MC Hammer's new video is all about how Jay-Z sold his soul to the devil
During his guest verse on Kanye West’s “So Appalled,” Jay-Z made a disparaging reference to MC Hammer’s money troubles, a riff that has been made many times before, but which stung the most coming from one of Hammer’s crown-stealing “impostors,” which is how Hammer apparently regards Jay-Z. As he has so many times recently, Hammer (who claimed in a late-’90s interview that the “MC” now stood for “Man of Christ”) responded on Twitter, calling Jay-Z “Hellboy” and shaking his head at Jay-Z supporters who came by to stand up for “the dude who made the #Lucifer song.” He then promised to offer retaliation on Halloween night—and indeed he did, as the just-released video for “Better Run Run” will testify.
Rather than attack Jay-Z on his own lyrical skills, counter his claims about Hammer’s financial status (although the video’s establishing shots are of the newly christened King Hammer taking a meeting as CEO of mixed martial-arts company Alchemist Management, and also look at his suit!), or call Jay-Z out for picking on a guy whose rise to fame as one of the first mainstream rappers enabled guys like Jay-Z to get famous in the first place, Hammer takes an even harder-to-argue-with-logically tack, proclaiming that Jay-Z is in league with the devil. His video bears this out by having a pendulous-man-boobed Jay-Z sort-of-lookalike being chased through a forest by a jeans-wearing, plastic-masked devil—although the two eventually come to a mutual agreement thanks to Satan’s offering of Jay-Z’s signature “Roc” hand gesture (“That’s one of mine,” the Devil says), and his assistance with lyrical duties in the recording studio. The evidence is irrefutable.
Of course, even though all he wants to do in the video is baptize Jay-Z, Hammer—who, again, is the head of a mixed martial arts promotion company now, as the frequent shots of Hammer sparring with fighters from his MMA stable remind us—isn’t above a little non-Christian violence, threatening to bust Jay-Z (or any rapper, for that matter) in the mouth unless they “back up what they say.” Ironically, Jay-Z only has to point to Too Legit: The MC Hammer Story; we’re not sure how Hammer plans on “backing up” his claims that Jay-Z essentially “stole my swag / His fingerprints are all over the bag,” or, you know, that he sold his soul to the devil. (Our guess: He won’t have to.)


◆ TASK BRIEF: Although the entries contain pictures, the copy should hold only their exact text.

◆ Items from a figure collection:

################

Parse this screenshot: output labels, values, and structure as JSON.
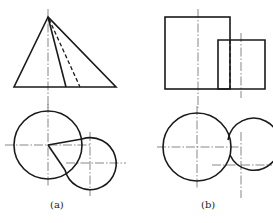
{
  "figure": {
    "line_color": "#1a1a1a",
    "centerline_color": "#555555",
    "panels": [
      {
        "id": "a",
        "caption": "(a)",
        "front_view": {
          "shape": "triangle (cone/pyramid front view)",
          "apex": [
            48,
            17
          ],
          "base_left": [
            14,
            87
          ],
          "base_right": [
            116,
            87
          ],
          "visible_edge_end": [
            66,
            87
          ],
          "hidden_edge_end": [
            80,
            87
          ],
          "centerline_x": 48
        },
        "top_view": {
          "large_circle": {
            "cx": 48,
            "cy": 145,
            "r": 34
          },
          "small_circle": {
            "cx": 90,
            "cy": 163,
            "r": 26
          },
          "radial_lines_to": [
            [
              82,
              139
            ],
            [
              65,
              170
            ]
          ]
        }
      },
      {
        "id": "b",
        "caption": "(b)",
        "front_view": {
          "large_rect": {
            "x": 165,
            "y": 17,
            "w": 65,
            "h": 72
          },
          "small_rect": {
            "x": 218,
            "y": 40,
            "w": 47,
            "h": 49
          },
          "hidden_line_x": 230,
          "centerlines_x": [
            198,
            241
          ]
        },
        "top_view": {
          "large_circle": {
            "cx": 197,
            "cy": 147,
            "r": 34
          },
          "small_circle": {
            "cx": 241,
            "cy": 165,
            "r": 26
          }
        }
      }
    ]
  }
}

################

◆ EXERCISE RESPONSE:
Parse this screenshot: output labels, values, and structure as JSON.
{
  "figure": {
    "line_color": "#1a1a1a",
    "centerline_color": "#555555",
    "panels": [
      {
        "id": "a",
        "caption": "(a)",
        "front_view": {
          "shape": "triangle (cone/pyramid front view)",
          "apex": [
            48,
            17
          ],
          "base_left": [
            14,
            87
          ],
          "base_right": [
            116,
            87
          ],
          "visible_edge_end": [
            66,
            87
          ],
          "hidden_edge_end": [
            80,
            87
          ],
          "centerline_x": 48
        },
        "top_view": {
          "large_circle": {
            "cx": 48,
            "cy": 145,
            "r": 34
          },
          "small_circle": {
            "cx": 90,
            "cy": 163,
            "r": 26
          },
          "radial_lines_to": [
            [
              82,
              139
            ],
            [
              65,
              170
            ]
          ]
        }
      },
      {
        "id": "b",
        "caption": "(b)",
        "front_view": {
          "large_rect": {
            "x": 165,
            "y": 17,
            "w": 65,
            "h": 72
          },
          "small_rect": {
            "x": 218,
            "y": 40,
            "w": 47,
            "h": 49
          },
          "hidden_line_x": 230,
          "centerlines_x": [
            198,
            241
          ]
        },
        "top_view": {
          "large_circle": {
            "cx": 197,
            "cy": 147,
            "r": 34
          },
          "small_circle": {
            "cx": 241,
            "cy": 165,
            "r": 26
          }
        }
      }
    ]
  }
}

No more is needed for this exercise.